Has the "cell phone at gas pump = disaster" warning been debunked?

About to gas up, and i need to make a call. Is it safe?

I don’t think there is any documented proof that using a cell phone at a gas station has ever caused an explosion or fire. This is just a myth.

Debunked according to Mythbusters:

“Using a cellphone will not blow up the gas station,” Savage said, referring to the common myth that you could accidentally blow up a gas station with a cellphone.

My preferred gas station has an app to pay for gas at the pump which gives you discounts.

If there was ANY chance that there was ANY truth to this meme, they wouldn’t do it.

However the 7-11 on the same road has a sign warning against cell phone use near the pumps. Nothing at that 7-11 except the price labels seems to have been updated since the turn of the century.

“Yes, it’s very safe, so safe you wouldn’t even believe it.”

Stranger

Thanks for getting my allusion. I’m on a big Bill Goldman kick this week.

Odd. I’ve seen warnings about the dangers of static discharge during refilling, but I don’t recall ever seeing any warnings about cell phone use at gas stations. Pay phones were a standard fixture at gas stations long before cell phones were a thing, and I don’t recall any issues being raised about them either.

I recall something about supermodels, cigarettes and carelessness.

Just because we have chiseled abs and stunning features, it doesn’t mean that we too can’t not die in a freak gasoline fight accident.

The pay phones were typically some distance away from the pumps themselves, and didn’t use batteries.

The claim I heard, at the time, was that a 1995 phone could occasionally emit sparks. (When you removed or installed the large battery, I guess?) If the phone in your left hand were to spark while you were filling up the tank with your right hand, the ambient gasoline fumes could ignite. It was pretty far-fetched.

I worked at a gas station once, and was sent on a safety course. While there were some scare stories about mobile phone radiation going around at the time, the reason for a ban was that they are electrical devices and shouldn’t be operated in the high risk zones (next to the pumps, by the vents for the tanks). And radios shouldn’t be used, and the car turned off for the same reason.

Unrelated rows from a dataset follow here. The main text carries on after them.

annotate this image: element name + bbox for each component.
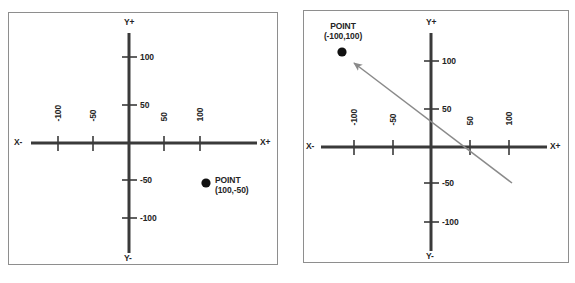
axes-svg-left — [9, 13, 279, 266]
data-point-marker — [201, 178, 210, 187]
y-tick-label-100: 100 — [140, 53, 154, 62]
pointer-arrow-line — [354, 63, 512, 183]
y-negative-axis-label: Y- — [124, 254, 132, 263]
axes-svg-right — [304, 11, 570, 264]
x-tick-label-50: 50 — [160, 112, 169, 121]
plot-area-left: X- X+ Y+ Y- 100 50 -50 -100 -100 -50 50 … — [9, 13, 277, 264]
scan-artifact-left — [14, 270, 16, 280]
x-tick-label--50: -50 — [389, 114, 398, 126]
x-positive-axis-label: X+ — [260, 138, 270, 147]
x-tick-label--100: -100 — [350, 109, 359, 126]
x-tick-label--50: -50 — [89, 110, 98, 122]
y-tick-label-50: 50 — [442, 105, 451, 114]
x-tick-label-50: 50 — [466, 116, 475, 125]
x-negative-axis-label: X- — [306, 142, 314, 151]
x-tick-label-100: 100 — [505, 112, 514, 126]
y-positive-axis-label: Y+ — [426, 18, 436, 27]
x-positive-axis-label: X+ — [550, 142, 560, 151]
scan-artifact-right — [300, 270, 302, 280]
y-tick-label--100: -100 — [442, 218, 459, 227]
point-annotation: POINT (100,-50) — [215, 176, 249, 195]
x-tick-label--100: -100 — [54, 105, 63, 122]
y-positive-axis-label: Y+ — [124, 18, 134, 27]
y-tick-label-100: 100 — [442, 57, 456, 66]
point-annotation-coords: (100,-50) — [215, 186, 249, 196]
y-negative-axis-label: Y- — [426, 252, 434, 261]
y-tick-label--50: -50 — [442, 179, 454, 188]
coordinate-plot-right-panel: X- X+ Y+ Y- 100 50 -50 -100 -100 -50 50 … — [303, 10, 569, 263]
y-tick-label--50: -50 — [140, 176, 152, 185]
x-negative-axis-label: X- — [14, 138, 22, 147]
point-annotation-coords: (-100,100) — [307, 32, 379, 42]
point-annotation: POINT (-100,100) — [307, 22, 379, 41]
plot-area-right: X- X+ Y+ Y- 100 50 -50 -100 -100 -50 50 … — [304, 11, 568, 262]
y-tick-label-50: 50 — [140, 101, 149, 110]
x-tick-label-100: 100 — [196, 108, 205, 122]
y-tick-label--100: -100 — [140, 214, 157, 223]
data-point-marker — [337, 47, 346, 56]
coordinate-plot-left-panel: X- X+ Y+ Y- 100 50 -50 -100 -100 -50 50 … — [8, 12, 278, 265]
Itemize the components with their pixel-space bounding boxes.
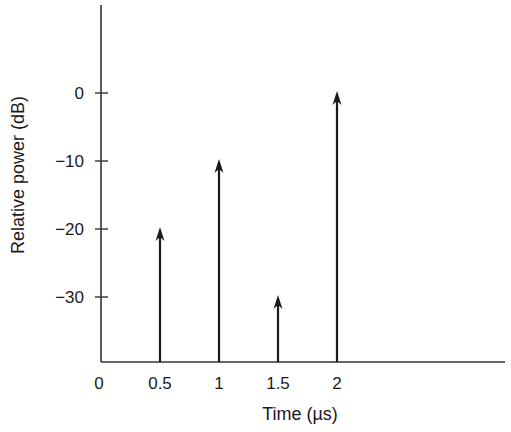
impulse-response-chart: 0−10−20−3000.511.52 Time (µs) Relative p… <box>0 0 511 432</box>
y-tick-label: −20 <box>55 220 84 239</box>
stem <box>274 295 283 362</box>
y-tick-label: −10 <box>55 152 84 171</box>
stem <box>215 159 224 362</box>
stems <box>156 91 342 362</box>
y-tick-label: 0 <box>75 84 84 103</box>
x-tick-label: 0.5 <box>148 374 172 393</box>
x-tick-label: 1 <box>214 374 223 393</box>
axes <box>95 5 505 362</box>
tick-labels: 0−10−20−3000.511.52 <box>55 84 342 393</box>
y-axis-title: Relative power (dB) <box>8 96 28 254</box>
x-tick-label: 0 <box>94 374 103 393</box>
x-axis-title: Time (µs) <box>262 404 338 424</box>
x-tick-label: 2 <box>332 374 341 393</box>
stem <box>156 227 165 362</box>
y-tick-label: −30 <box>55 288 84 307</box>
x-tick-label: 1.5 <box>266 374 290 393</box>
stem <box>333 91 342 362</box>
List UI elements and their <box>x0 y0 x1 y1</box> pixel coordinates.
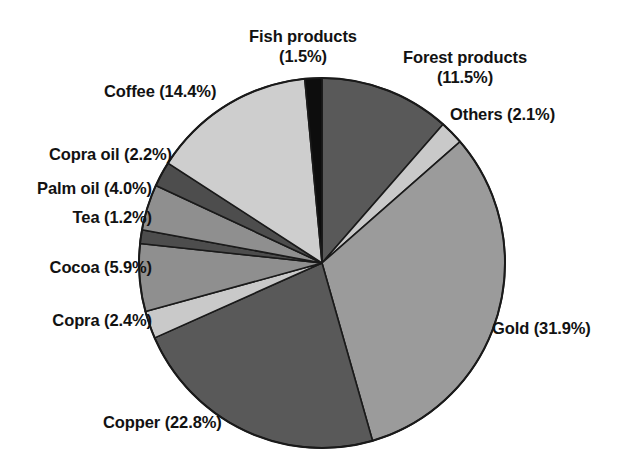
slice-label-tea: Tea (1.2%) <box>0 207 152 227</box>
slice-label-coffee: Coffee (14.4%) <box>104 81 294 101</box>
slice-label-gold: Gold (31.9%) <box>492 318 618 338</box>
slice-label-forest-products: Forest products (11.5%) <box>370 47 560 87</box>
slice-label-palm-oil: Palm oil (4.0%) <box>0 178 152 198</box>
slice-label-copra-oil: Copra oil (2.2%) <box>0 144 172 164</box>
slice-label-copper: Copper (22.8%) <box>103 412 283 432</box>
pie-chart: Fish products (1.5%) Forest products (11… <box>0 0 618 476</box>
slice-label-cocoa: Cocoa (5.9%) <box>0 257 152 277</box>
pie-slice-group <box>139 78 505 448</box>
slice-label-copra: Copra (2.4%) <box>0 310 152 330</box>
slice-label-others: Others (2.1%) <box>450 104 618 124</box>
slice-label-fish-products: Fish products (1.5%) <box>213 26 393 66</box>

It’s dangerous to get back in the car while fueling, then get out when the pump handle clicks off. Cell phones? Not so much.

I remember looking this up over 20 years ago and finding it was unfounded.

Yeah this is classic correlation!=causation. There where definitely some cases where talking on the phone while filling up with gas was correlated with explosions. But the cause was getting back in the car to talk on the phone (and hence get a build up of static electricity, which then caused a spark when you touch the gas pump) not the phone at all

I suspect that most of those who promulgate this myth are operating off of half remembered training films from back when a higher proportion of the population had served in the military.

The military, Army and Navy both, have figured out every possible way to screw up a refueling operation over the last hundred plus years. And high on the list is keying on a high powered HF radio when there are gasoline fumes in the air. That can and has caused explosions. By high powered I mean multiple kilowatt.

A cell phone transmits between one half to 5 watts at a frequency much higher than HF, and is vanishingly unlikely to cause an accident.

Of course smoking, using unsafe containers and poor grounding and ventilation can also cause accidents, and getting people used to not being careless when messing with gasoline is a good thing.

The big warning labels next to gas pumps used to include cell phones as one potential source of danger, but they eventually disappeared. A victory for science over the making up of things.

When I was working for the NHS, back in the 90s, there was a ban on using mobile phones inside hospitals. This was, apparently, on the grounds that they might interfere with sensitive equipment.

Sometime later, the ban was dropped because the problem did not exist. This has been a major blow to the organisation that provides TV and telephones to the beds in the wards as no one uses their expensive phones anymore.

Apparently if you hold a cell phone really close to some equipment it can create some interference. I have some advice for hospitals, then.

Mobile phones in hospitals: Are not as hazardous as believed and should be allowed at least in non-clinical areas - PMC

As that article says, the biggest hazards are radio devices like walkie-talkies. This would surely apply to petrol stations as well.

I know that the emergency services use specially adapted (safe) devices when working near flammable fumes.

Does every outlandish claim really need formal debunking? Could there be any gas stations left if a nearby cell call could make one blow up?

I mean until fairly recently there were warning signs in garage forecourts about this, so it’s not that outrageous (by some definition of recently I was trying to think when I saw the last one, 5 years ago? 10? I’m at an age when it all kind of blends together :wink: )

It could’ve been a risk without condemning every mobile using gas station customer to a fiery death. The thing that probably prompted the rumor was the real risk of getting back in the car and getting a static charge when you return to the gas pump. But plenty of people do that and don’t get blown up, it’s fairly hard to set fire to a modern gas pump.